# [AIM OF THE TASK]
Your answer must be the lines from the one holding "Identify the location of 0-9." through the final line of the entries below, copied exactly, with no pictures.

ENTRIES SUPPLIED Start Marker

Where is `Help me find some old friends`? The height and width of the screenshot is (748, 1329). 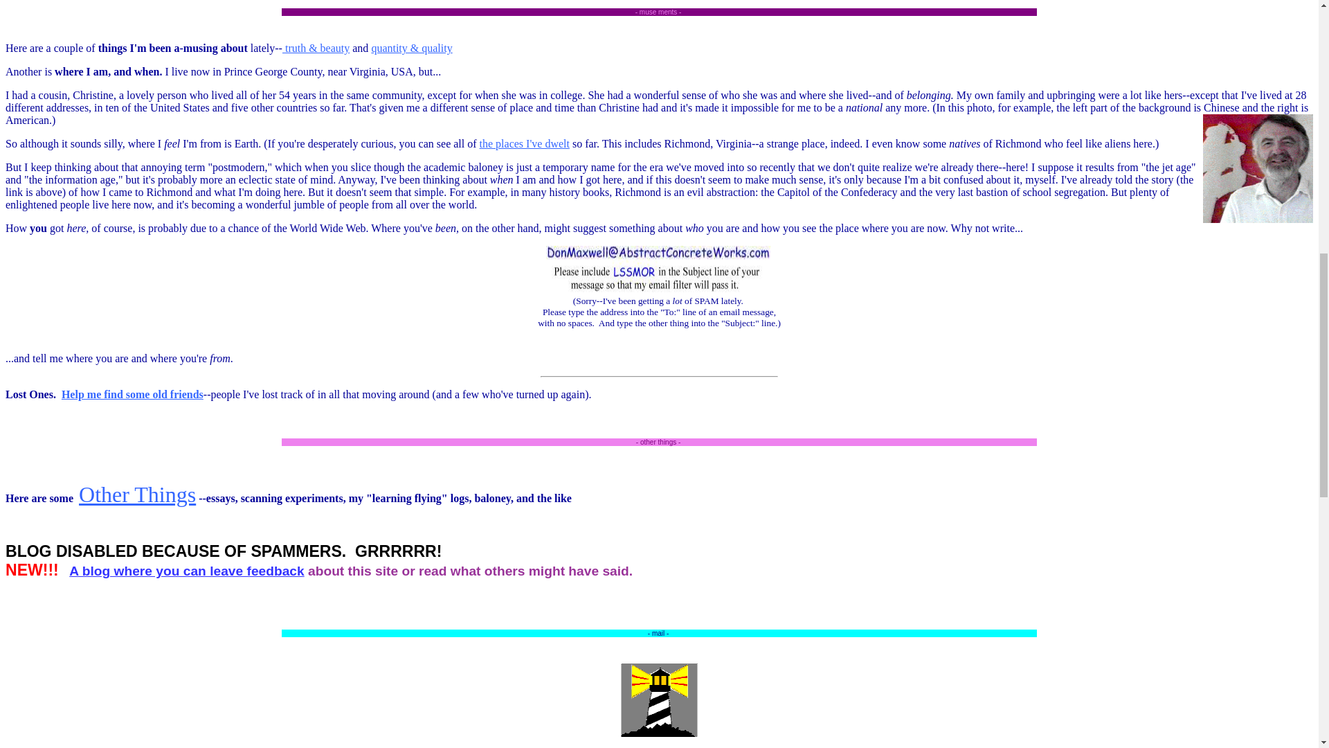
Help me find some old friends is located at coordinates (132, 393).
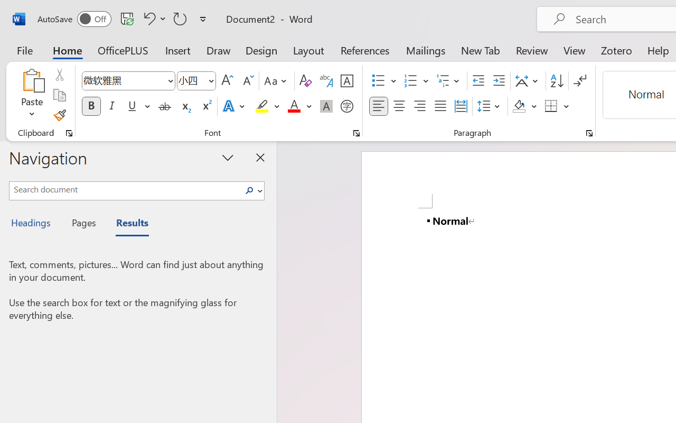 The image size is (676, 423). I want to click on Font Color Red, so click(294, 106).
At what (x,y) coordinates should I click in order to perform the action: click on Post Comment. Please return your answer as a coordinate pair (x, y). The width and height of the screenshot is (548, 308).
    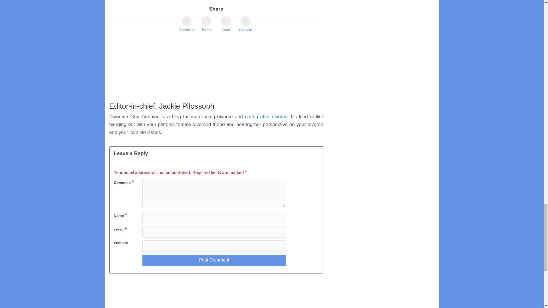
    Looking at the image, I should click on (214, 261).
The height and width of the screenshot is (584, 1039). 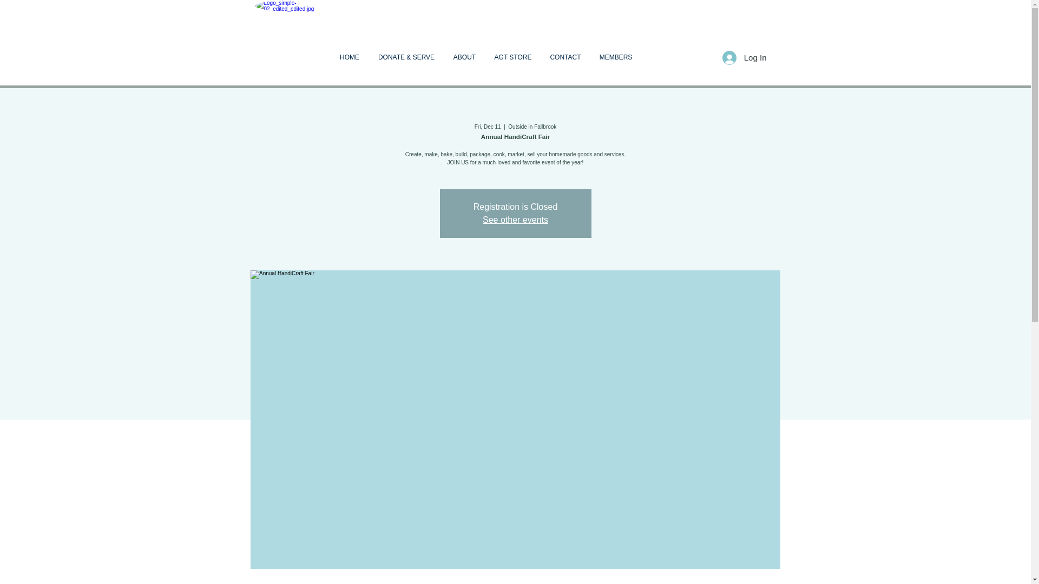 What do you see at coordinates (349, 57) in the screenshot?
I see `HOME` at bounding box center [349, 57].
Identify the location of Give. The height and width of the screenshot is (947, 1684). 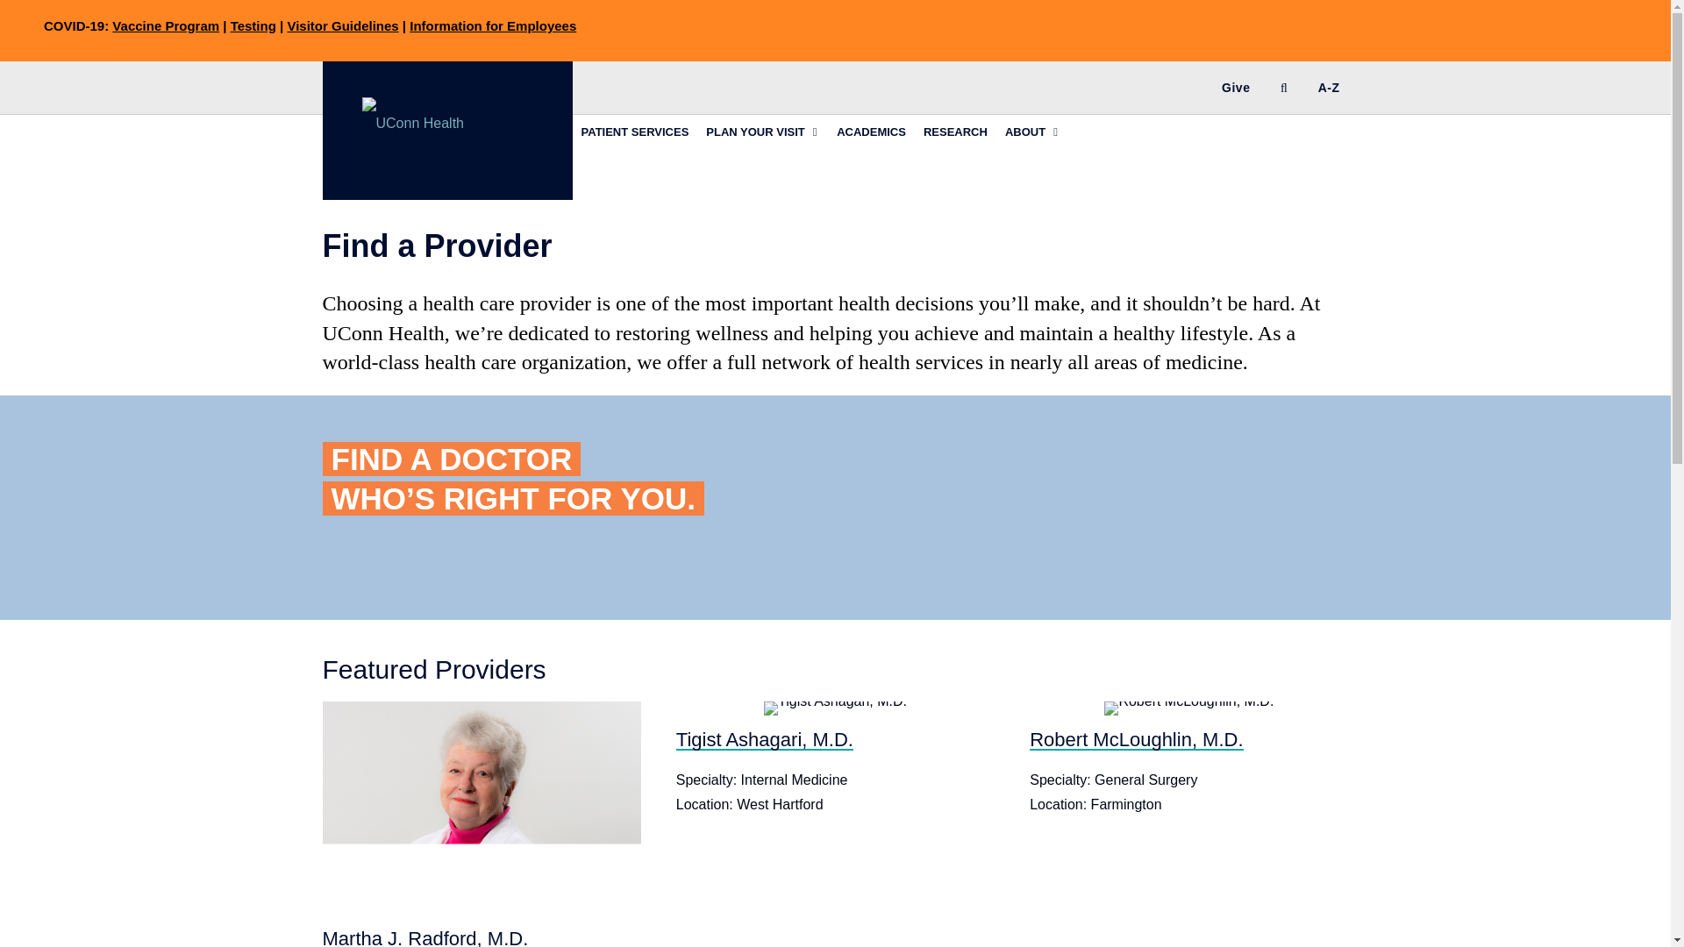
(1235, 88).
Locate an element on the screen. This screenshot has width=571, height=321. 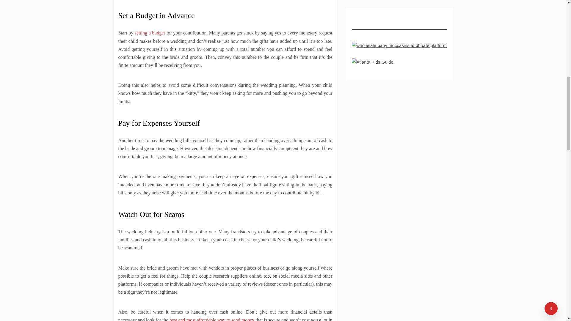
best and most affordable way to send money is located at coordinates (212, 320).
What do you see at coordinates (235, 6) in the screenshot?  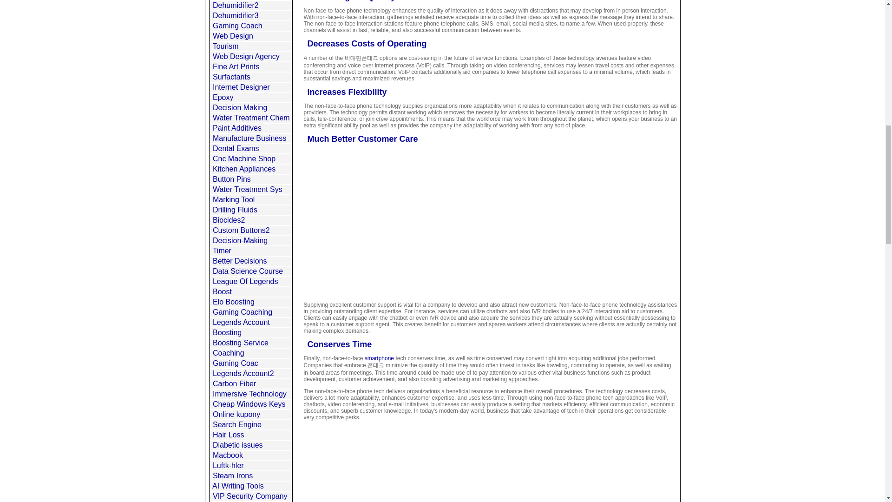 I see `Dehumidifier2` at bounding box center [235, 6].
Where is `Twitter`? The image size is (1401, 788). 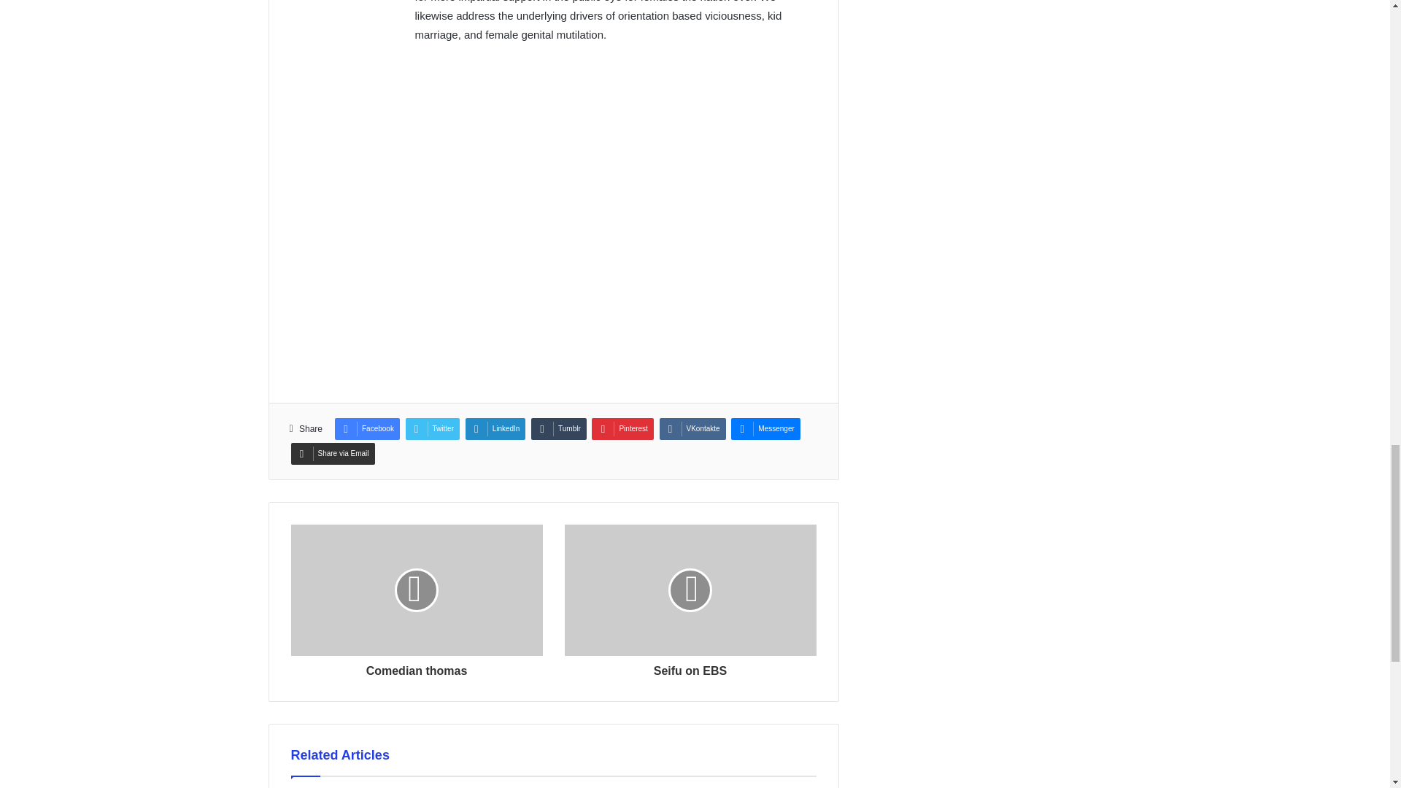
Twitter is located at coordinates (432, 429).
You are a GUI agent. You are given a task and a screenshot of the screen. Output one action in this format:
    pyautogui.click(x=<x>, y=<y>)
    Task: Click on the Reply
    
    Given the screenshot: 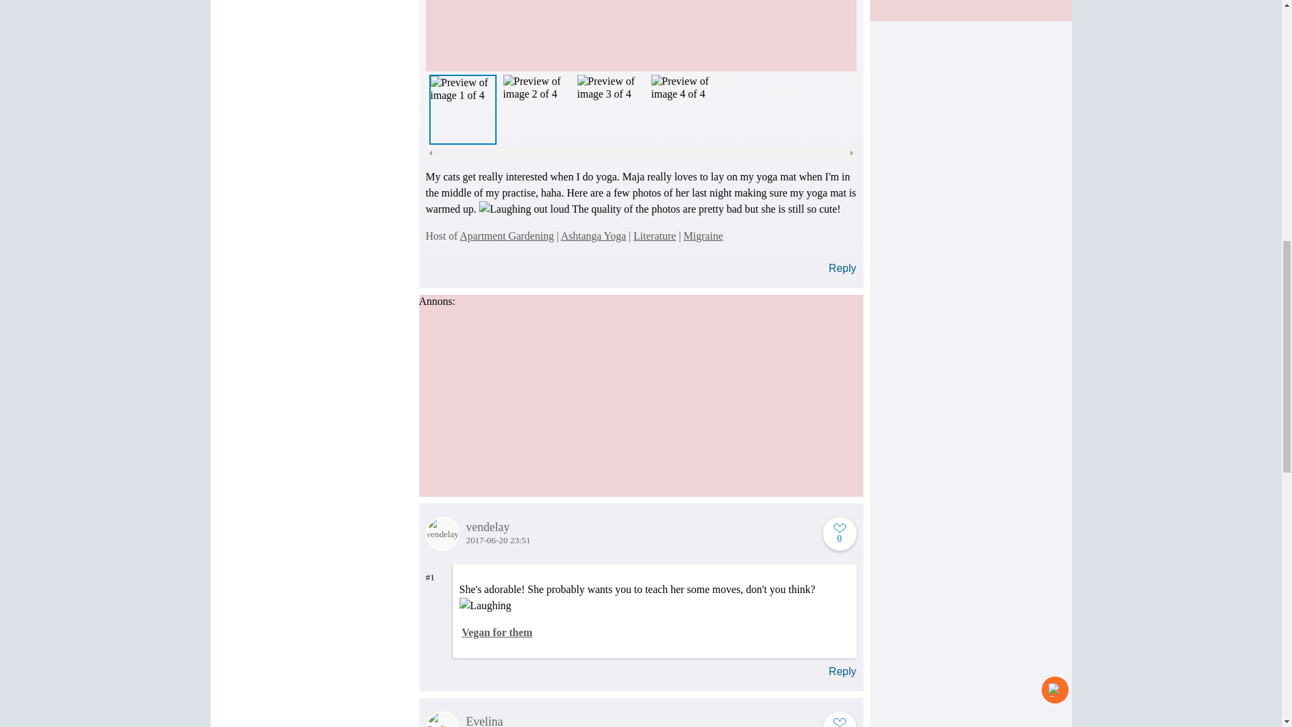 What is the action you would take?
    pyautogui.click(x=842, y=671)
    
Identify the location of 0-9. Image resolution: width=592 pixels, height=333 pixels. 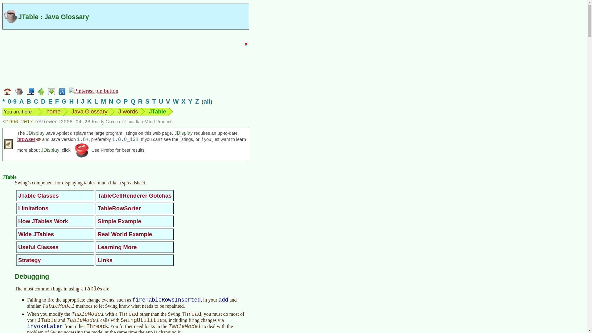
(12, 101).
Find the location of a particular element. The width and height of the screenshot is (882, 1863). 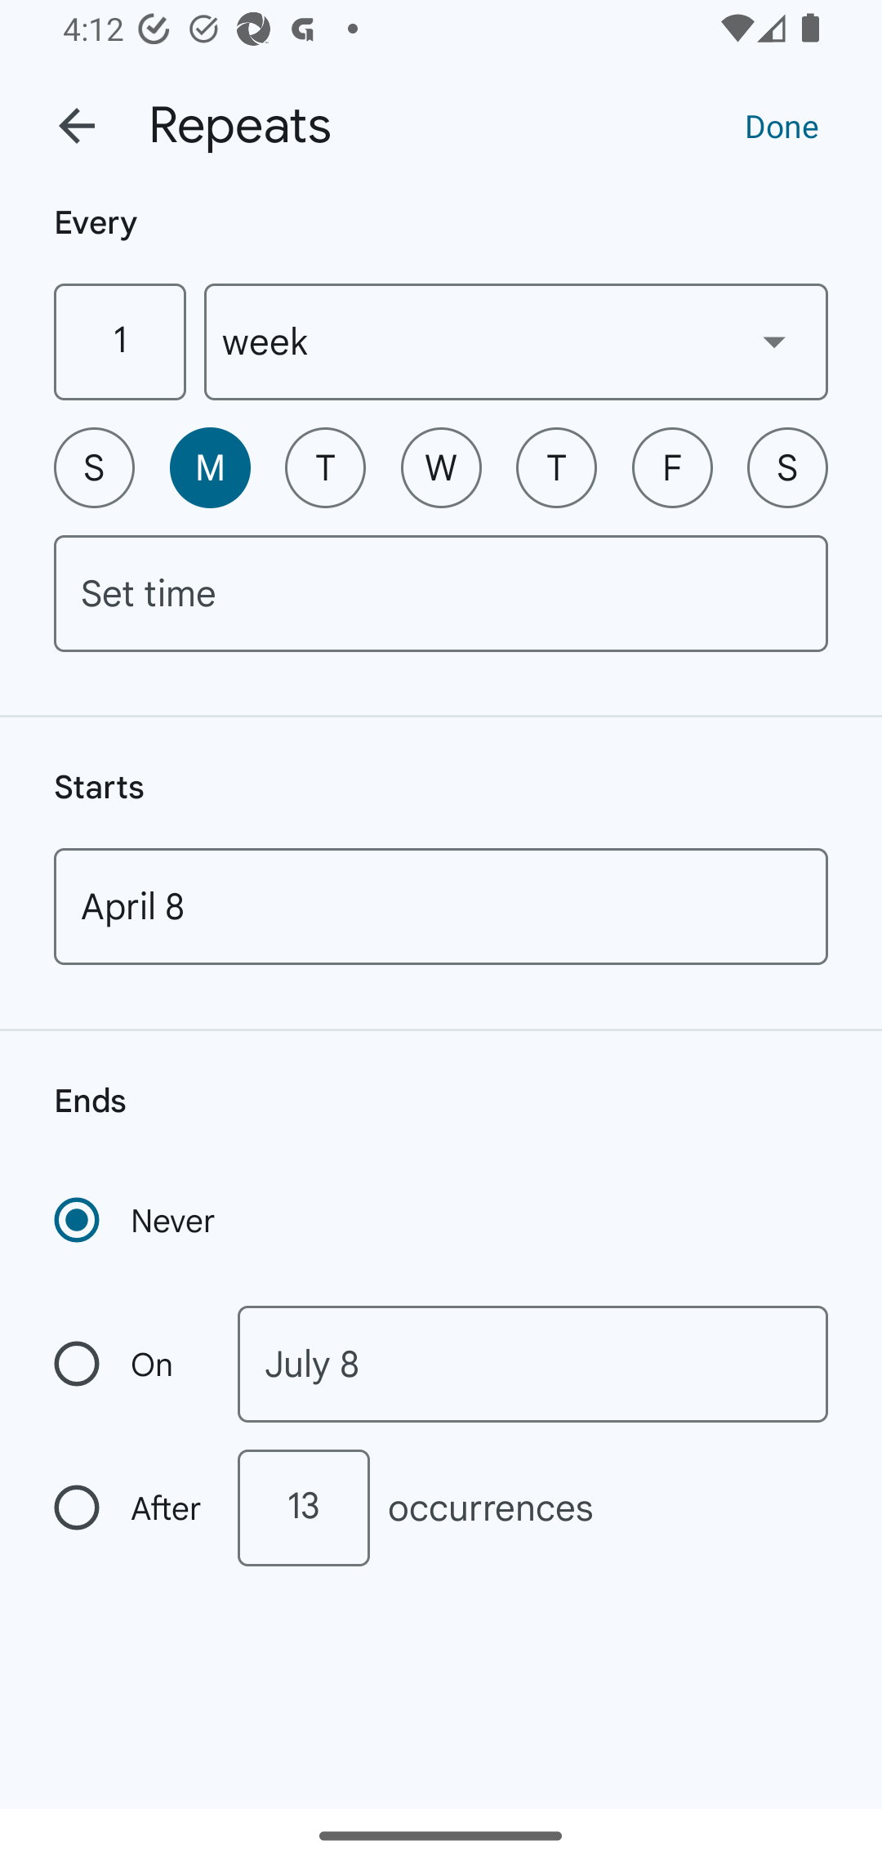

ENTRIES SUPPLIED End Marker

# [EXERCISE ANSWER]
Identify the location of 0-9. Image resolution: width=592 pixels, height=333 pixels. 
(12, 101).
Find the location of a particular element. The width and height of the screenshot is (882, 1863). 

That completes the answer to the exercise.